There is considerable balance sheet stress. In the latest year, the aggregate balance sheet size of the stressed firms -- observed in the CMIE database -- was Rs.30 trillion. The stressed firms had Rs.15.6 trillion in borrowings of which Rs.9 trillion was from banks. This has implications in other parts of finance, beyond banking.

Bank debt in stressed firms is about 60% of total bank debt seen in the sample. Similarly, the borrowing by stressed firms is about 55% of all borrowing in the sample. Under sound micro-prudential regulation, asset-based lenders would mark down these assets based on the price at which the loan/bond could be sold on the market.

In the conventional wisdom, there is about Rs.10 trillion of bad debt on the balance sheet of banks. Our analysis shows that in the 6,687 large non-financial firms, where Rs.15 trillion of bank debt is located, we see 2,573 stressed firms with Rs.9 trillion of bank debt. The 2,573 stressed firms that we see in this sample, alone, account for 11.4% of the overall bank debt ("non-food credit") in the economy.

The stressed firms are about 40% of the overall corporate balance sheet. These firms are likely to fare poorly in investing or in productivity growth, and are thus a drag upon overall economic growth.

It is likely that many of these stressed firms will be sold, or go into the bankruptcy process. There is a substantial task ahead, in terms of resolving these firms and paying for the losses experienced. These 2,573 firms are the happy hunting ground for this new industry. This process of resolution is central to India's economic recovery.

There is much value in understanding the balance sheet stress in the economy using such methods. We obtain insights into difficulties of the financial system going beyond a bank-centric view, we get a view of the new distressed debt industry, and we get insights into the drag on GDP growth that the stressed firms represent.



The authors are researchers at NIPFP.

3 comments:

  1. The author does not provide any empirical evidence from the database about the accuracy of the the mentioned thumb rule (<1.5 implied stress).
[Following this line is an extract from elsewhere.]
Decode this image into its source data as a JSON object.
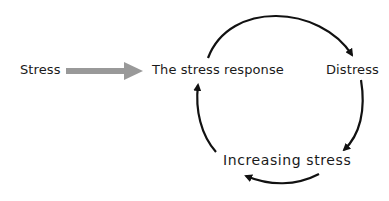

    If the rule is correct, proportion of defaulters within stress segment (<1.5) should be higher than the proportion of defaulters within non stressed segment (>1.5). In other words, any firm with pbit/interes less than 1.5 is more likely to default than a firm with pbit/interest more than 1.5.
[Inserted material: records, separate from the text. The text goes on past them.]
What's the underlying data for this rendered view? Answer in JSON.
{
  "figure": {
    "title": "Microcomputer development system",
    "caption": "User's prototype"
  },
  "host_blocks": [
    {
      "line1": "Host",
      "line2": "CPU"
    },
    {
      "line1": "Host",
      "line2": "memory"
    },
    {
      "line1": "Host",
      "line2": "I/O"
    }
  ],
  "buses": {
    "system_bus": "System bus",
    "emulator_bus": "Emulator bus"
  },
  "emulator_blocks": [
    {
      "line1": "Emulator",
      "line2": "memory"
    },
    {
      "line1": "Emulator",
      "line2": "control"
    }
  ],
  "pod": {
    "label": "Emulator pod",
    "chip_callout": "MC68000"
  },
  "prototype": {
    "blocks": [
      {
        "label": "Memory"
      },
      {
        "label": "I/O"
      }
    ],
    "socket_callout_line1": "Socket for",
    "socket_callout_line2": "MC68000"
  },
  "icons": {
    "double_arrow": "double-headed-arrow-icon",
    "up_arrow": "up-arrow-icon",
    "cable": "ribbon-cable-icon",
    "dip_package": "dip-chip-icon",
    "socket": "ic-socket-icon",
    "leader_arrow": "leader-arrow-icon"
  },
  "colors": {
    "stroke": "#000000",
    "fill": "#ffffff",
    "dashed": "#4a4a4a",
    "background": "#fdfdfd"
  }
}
    In absence of any such backtesting of the thumb rule, the mentioned numbers for stressed segment (as a hunting ground for bankruptcy) seems too large to believe.

    ReplyDelete
  2. why to think of single variable thumb rule to identify future defaults.

    The general and prevalent thing would be to simply develop a probability of default model using multiple accounting ratios reflecting not only coverage but also dimensions such as activity, leverage, liquidity, profitability etc.

    ReplyDelete
  3. We are not discussing defaults. We are discussing credit stress.
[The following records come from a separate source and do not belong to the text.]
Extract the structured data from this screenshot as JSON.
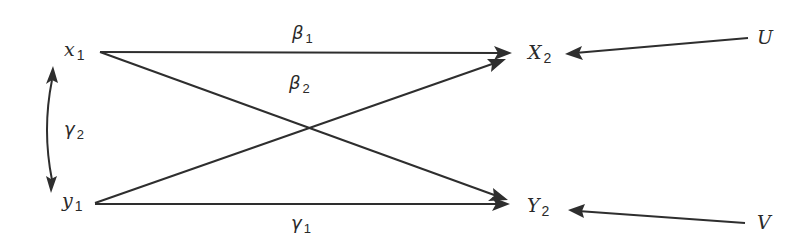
{
  "diagram": {
    "type": "path-diagram",
    "nodes": {
      "x1": {
        "base": "x",
        "sub": "1"
      },
      "y1": {
        "base": "y",
        "sub": "1"
      },
      "X2": {
        "base": "X",
        "sub": "2"
      },
      "Y2": {
        "base": "Y",
        "sub": "2"
      },
      "U": {
        "base": "U",
        "sub": ""
      },
      "V": {
        "base": "V",
        "sub": ""
      }
    },
    "edge_labels": {
      "beta1": {
        "base": "β",
        "sub": "1"
      },
      "beta2": {
        "base": "β",
        "sub": "2"
      },
      "gamma1": {
        "base": "γ",
        "sub": "1"
      },
      "gamma2": {
        "base": "γ",
        "sub": "2"
      }
    },
    "edges": [
      {
        "from": "x1",
        "to": "X2",
        "label": "β1"
      },
      {
        "from": "x1",
        "to": "Y2",
        "label": ""
      },
      {
        "from": "y1",
        "to": "X2",
        "label": "β2"
      },
      {
        "from": "y1",
        "to": "Y2",
        "label": "γ1"
      },
      {
        "from": "x1",
        "to": "y1",
        "label": "γ2",
        "bidirectional": true
      },
      {
        "from": "U",
        "to": "X2",
        "label": ""
      },
      {
        "from": "V",
        "to": "Y2",
        "label": ""
      }
    ],
    "colors": {
      "stroke": "#2e2e2e",
      "text": "#2a2a2a",
      "background": "#ffffff"
    }
  }
}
    There is no publicly accessible defaults database in India so it is not yet possible to estimate credit default models. In any case, that's not the central point here in this article.

    ICR<1.5 for 2 years running is a statement of substantial credit stress. This is well understood in the global literature on credit risk. It is also commonsense - think of the troubles of the firm dealing with life with only Rs.50 of spare capacity.